As of last night, Romney was in the running in both Alabama and Mississippi, where the polls show Romney Gingrich, and Santorum all running neck and neck. The worst news is that Romney is now leading Obama by 5 points nationally.

The next item drew a {heavy sigh} from me. A new PPP poll found that a whole lot of voters in Alabama and Mississippi think President Obama is a Muslim. {{Heavy sigh….}}

The poll of Mississippi Republicans found that 52% said they believed Obama is a Muslim, 36% weren’t sure and only 12% said they believed he is a Christian. He fared slightly better in Alabama, where 45% said he is a Muslim, 41% weren’t sure, and 14% said he is a Christian.

Some folks in these two deep South state don’t care for interracial marriages like the one that produced Barack Obama.

67% of Alabama Republicans saying they believe interracial marriage should be legal, though 21% said it still should be against the law. In Mississippi, 54% said it should be allowed, while 29% said it should remain illegal.

The preferred Republican candidate of those opposed to interracial marriage? Newt Gingrich. In Mississippi, Gingrich led Romney among that group 40% to 27%, and held a 38%-27% advantage in Alabama.

I am soooooo glad I don’t live in Alabama or Mississippi! Alexandra Petri of the WaPo calls it “the time traveler vote.” She says that voters must have just arrived from the 1920s.

I don’t know why it didn’t strike me sooner. So many of the issues at stake this year are Issues I Thought We Resolved Several Decades Ago. This is 2012, with lots of economic distress and voter unrest to go around. Why are we suddenly prioritizing Taking Back Control Of Women’s Bodies For The State?

But if you consider the Time Traveling Vote, it all makes sense.

I am not sure how big the vote is. But if the recent actions of many state legislatures are to be taken into account, it is surely substantial.

To visitors from the past, these issues are still pressing and vital. They don’t care about jobs! Once the election’s over, they’re headed back to 1926, where the economy is still roaring and everyone is flapping and doing the Charleston.

It certainly makes more sense than the assumption that they’ve simply been ignoring all the headlines, most of the textbooks, the entire women’s rights movement and the scientific consensus for decades.

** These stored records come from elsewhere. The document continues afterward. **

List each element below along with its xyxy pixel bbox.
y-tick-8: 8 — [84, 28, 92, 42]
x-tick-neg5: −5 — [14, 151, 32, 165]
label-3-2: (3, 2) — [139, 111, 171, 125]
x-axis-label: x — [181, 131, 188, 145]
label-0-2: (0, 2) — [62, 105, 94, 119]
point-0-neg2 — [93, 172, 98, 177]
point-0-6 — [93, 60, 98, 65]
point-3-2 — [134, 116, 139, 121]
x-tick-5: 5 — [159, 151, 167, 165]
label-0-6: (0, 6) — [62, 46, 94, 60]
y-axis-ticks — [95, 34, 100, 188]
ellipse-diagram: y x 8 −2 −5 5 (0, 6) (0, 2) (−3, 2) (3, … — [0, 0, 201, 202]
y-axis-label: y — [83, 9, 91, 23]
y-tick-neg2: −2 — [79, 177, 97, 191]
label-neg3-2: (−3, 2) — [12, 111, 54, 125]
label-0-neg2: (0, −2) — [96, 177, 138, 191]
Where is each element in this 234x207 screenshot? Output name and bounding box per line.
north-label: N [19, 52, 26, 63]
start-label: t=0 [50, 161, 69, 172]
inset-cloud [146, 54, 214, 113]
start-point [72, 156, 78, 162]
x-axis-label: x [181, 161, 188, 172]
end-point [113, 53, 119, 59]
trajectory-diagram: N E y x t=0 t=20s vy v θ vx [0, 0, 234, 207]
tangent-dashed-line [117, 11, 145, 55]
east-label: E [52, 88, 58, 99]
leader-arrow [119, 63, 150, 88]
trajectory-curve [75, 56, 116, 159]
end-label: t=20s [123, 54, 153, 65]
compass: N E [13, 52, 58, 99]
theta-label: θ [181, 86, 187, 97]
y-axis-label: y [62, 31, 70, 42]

Some love letters between the young Richard Nixon and his future wife Pat will be displayed at the Nixon Library. They are said to show Nixon’s “sensitive side.” A sample:

“Every day and every night I want to see you and be with you. Yet I have no feeling of selfish ownership or jealousy. In fact I should always want you to live just as you wanted – because if you didn’t then you would change and wouldn’t be you,” Nixon wrote in one of the letters, part of a rotating display at the Nixon Presidential Library and Museum.

“Let’s go for a long ride Sundays; let’s go to the mountains weekends; let’s read books in front of fires; most of all let’s really grow together and find the happiness we know is ours,” he continued.

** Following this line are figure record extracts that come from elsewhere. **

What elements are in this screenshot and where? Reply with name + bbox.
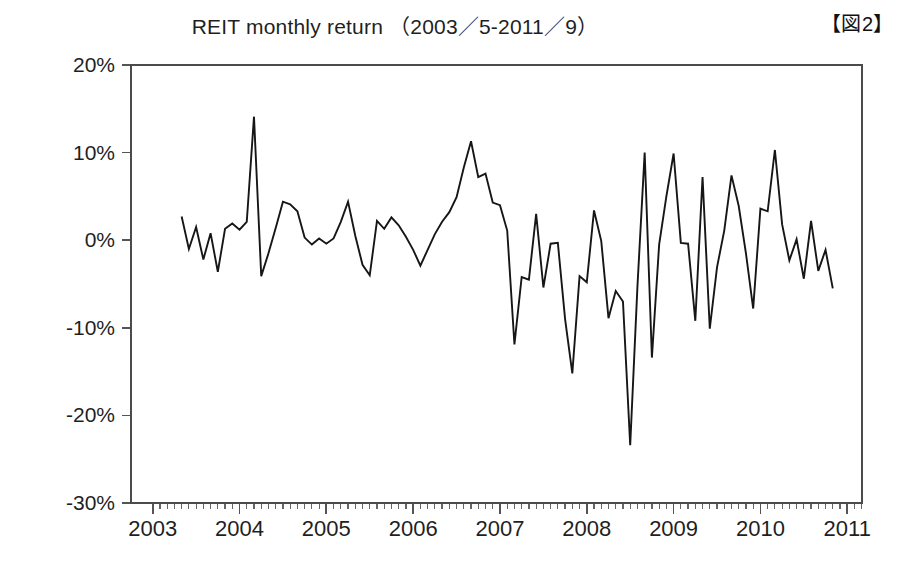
x-tick-label: 2008 <box>562 516 611 541</box>
x-axis-major-ticks <box>153 503 848 514</box>
x-tick-label: 2005 <box>302 516 351 541</box>
y-tick-label: 20% <box>73 53 115 76</box>
x-tick-label: 2009 <box>649 516 698 541</box>
y-tick-label: 10% <box>73 141 115 164</box>
x-tick-label: 2003 <box>128 516 177 541</box>
y-axis-ticks <box>122 65 131 503</box>
chart-plot-area: 20%10%0%-10%-20%-30% 2003200420052006200… <box>0 0 912 566</box>
figure-container: REIT monthly return （2003／5-2011／9） 【図2】… <box>0 0 912 566</box>
y-tick-label: -30% <box>66 491 115 514</box>
y-tick-label: -10% <box>66 316 115 339</box>
x-tick-label: 2007 <box>475 516 524 541</box>
series-line-reit-monthly-return <box>182 117 833 446</box>
y-tick-label: -20% <box>66 403 115 426</box>
x-axis-tick-labels: 200320042005200620072008200920102011 <box>128 516 871 541</box>
axis-frame <box>131 65 862 503</box>
y-tick-label: 0% <box>85 228 115 251</box>
x-tick-label: 2010 <box>736 516 785 541</box>
y-axis-tick-labels: 20%10%0%-10%-20%-30% <box>66 53 115 514</box>
x-tick-label: 2011 <box>824 516 871 541</box>
x-tick-label: 2004 <box>215 516 264 541</box>
x-tick-label: 2006 <box>389 516 438 541</box>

Whatever happened to that guy?

Finally, have you heard that Arlen Specter has a memoir coming out? Naturally, it’s full of complaints. Harry Reid stabbed him in the back after promising to give Specter seniority as a Democrat if he switched parties. Obama and Biden didn’t help him in his primary campaign against Joe Sestak. The most interesting revelation in the article in The Hill is that Bob Dole told Specter he (Dole) would have switched parties too.

“Dole told me I had done the right thing, that I had done a terrific job as a senator, been involved in a lot of projects, been very active, and hadn’t gotten credit for a lot of the stuff I had done,” he wrote.

“I said, ‘Bob, I think that it’s very meaningful when you say that I did the right thing, in the party change.’

“He said, ‘Well,’ and then paused and thought for a few seconds. Then he said, ‘I probably would have done the same thing.’ ”

Never mind all that. I want to read about Specter’s role in the Warren Commission and how he dreamed up the “single bullet theory.”

That’s all I’ve got for now. What are you reading and blogging about today?